EOR-compliant engines provide the maximum compatibility because they a) reassemble the 256 KiB messages that Chromium sends and b) can add the deprecated fragmentation/reassembly mode as it is very simple to add if the engine is already EOR-compliant. This provides compatibility with Firefox.


So, to sum it up: If EOR-compliant engines provide much better compatibility to existing engines than non-compliant EOR engines. Why have a switch in ORTC to turn if off?

lgrahl commented 7 years ago

I'm working with the guys at Mozilla to bring EOR into Firefox's WebRTC data channel implementation. Maybe we can convince you with a real world example that EOR doesn't pose a threat to compatibility. Will keep you posted.
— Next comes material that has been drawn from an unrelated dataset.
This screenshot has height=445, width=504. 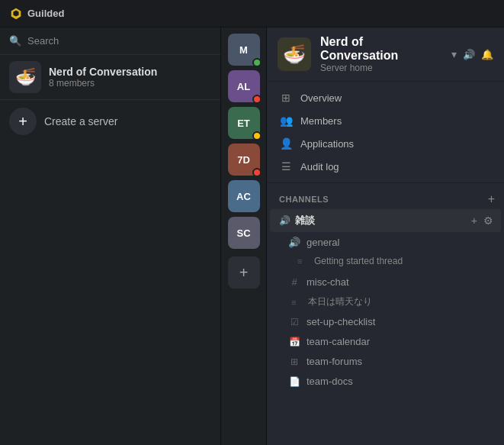 What do you see at coordinates (328, 282) in the screenshot?
I see `channel-name-misc-chat: misc-chat` at bounding box center [328, 282].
lgrahl commented 7 years ago

So, this is the plan we have worked out for Firefox regarding EOR (keep in mind, I'm talking about WebRTC here but I will explain the effect it will have for ORTC interop):

  1. Add EOR support for both sending and receiving.
  2. Set a=max-message-size in the SDP (we haven't discussed to what value yet but everything up to 2^32 - 1 is possible - the code has some limitations which is why we cannot use 0 at the moment).
  3. Check the size of the message before sending. If len(message) > maxMessageSize, raise an error in the send method. (This is currently not standardised, but I have opened https://github.com/w3c/webrtc-pc/issues/1205. Once it has been resolved, we should update the ORTC spec as well. It has been standardised implicitly by https://github.com/w3c/webrtc-pc/pull/1209 - raise TypeError)
  4. And one further Firefox-specific compatibility issue: a) Reassemble messages that have been fragmented using the deprecated partial PPIDs, and b) Use PPID-based fragmentation when sending in case an older Firefox browser has been detected. Important: This is purely Firefox-specific as no other browser to my knowledge supported this. It will be removed eventually and I'm only mentioning this for the sake of completeness.

Compatibility: EOR & non-EOR

Compatibility: WebRTC-ORTC Shims & API

Are there open questions regarding EOR?